I have been investigating a building where the slab-on-grade was placed about a month ago and only a portion of it has some cracks. The building is a long, fairly narrow footprint (sort of like an apartment building - where the slab was placed in three separate pours. The center 1/3 is cracking.
Here's some relevent data:
1. 4" thick
2. Placed on 4" sand
3. Compaction tests of subbgrade all ok.
4. Center 1/3 area was placed with retarder in 1/2 of it (contractor said 30 minute retarder) and then the last half had 60 minute retarder.
5. f'c = 4500 psi (I agree its high for a SOG)
6. Concrete used a steel fiber reinforcing throughout (no WWF in the slab).
7. Contractor stated that in their area they have had a cement shortage and the source of the cement had shut down operations for a time, and then fired up again - he thinks that the cement they used in the center 1/3 was produced after the shutdown and he got some reports that the cement was "hot". Not the concrete being hot in the truck - but the cement was hot or too fresh.
8. The placement finished with a thunderstorm which thoroughly wetted the slab for the rest of the day - Curing compound placed the next day after the slab dried a bit.
9. No idea on aggregate size.
I've never heard of "hot" or too-fresh cement before causing cracks - is this a valid reason for excess shrinkage or are there any other thoughts on this? Cracks are fairly spaced out and fairly large (1/8" to 3/16").
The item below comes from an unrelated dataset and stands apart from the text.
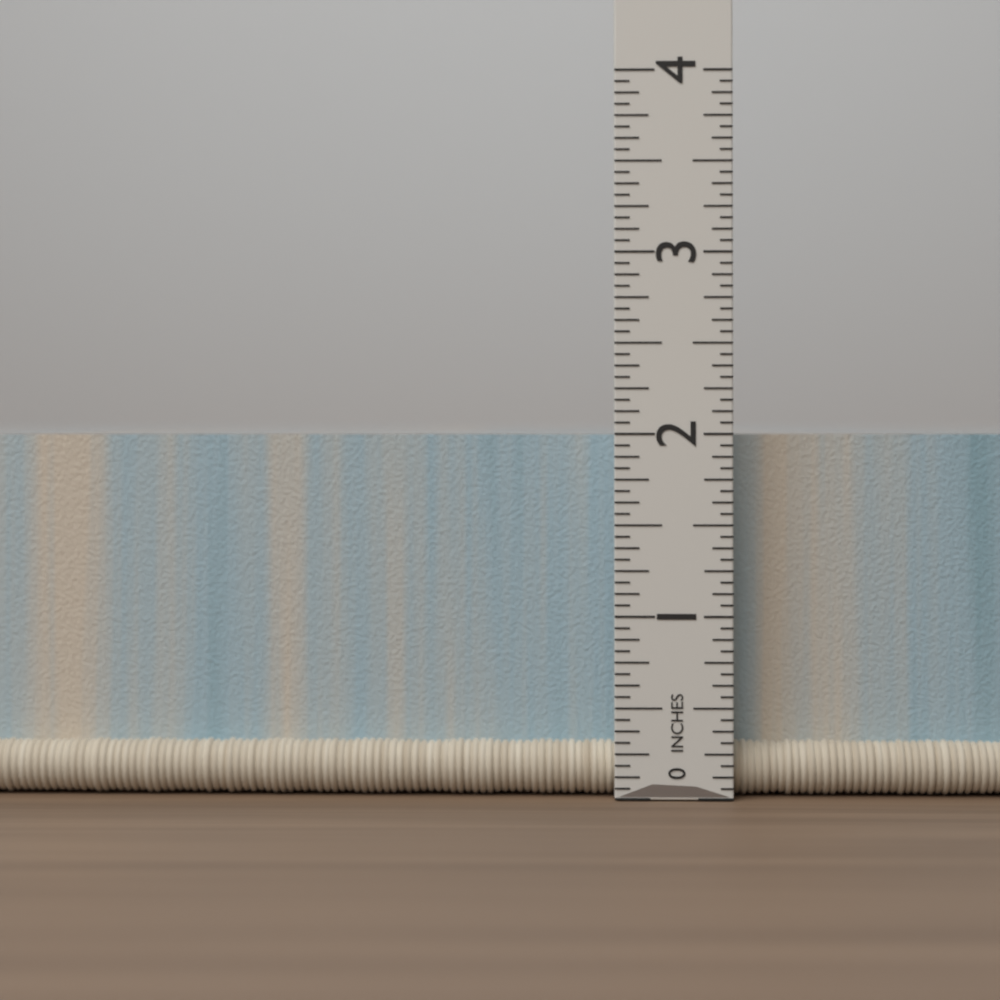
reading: 2.0000 in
Many project out of re-entrant corners of the building and other floor openings so I'm pretty confident its shrinkage.
Here's some relevent data:
1. 4" thick
2. Placed on 4" sand
3. Compaction tests of subbgrade all ok.
4. Center 1/3 area was placed with retarder in 1/2 of it (contractor said 30 minute retarder) and then the last half had 60 minute retarder.
5. f'c = 4500 psi (I agree its high for a SOG)
6. Concrete used a steel fiber reinforcing throughout (no WWF in the slab).
7. Contractor stated that in their area they have had a cement shortage and the source of the cement had shut down operations for a time, and then fired up again - he thinks that the cement they used in the center 1/3 was produced after the shutdown and he got some reports that the cement was "hot". Not the concrete being hot in the truck - but the cement was hot or too fresh.
8. The placement finished with a thunderstorm which thoroughly wetted the slab for the rest of the day - Curing compound placed the next day after the slab dried a bit.
9. No idea on aggregate size.
I've never heard of "hot" or too-fresh cement before causing cracks - is this a valid reason for excess shrinkage or are there any other thoughts on this? Cracks are fairly spaced out and fairly large (1/8" to 3/16"). Many project out of re-entrant corners of the building and other floor openings so I'm pretty confident its shrinkage.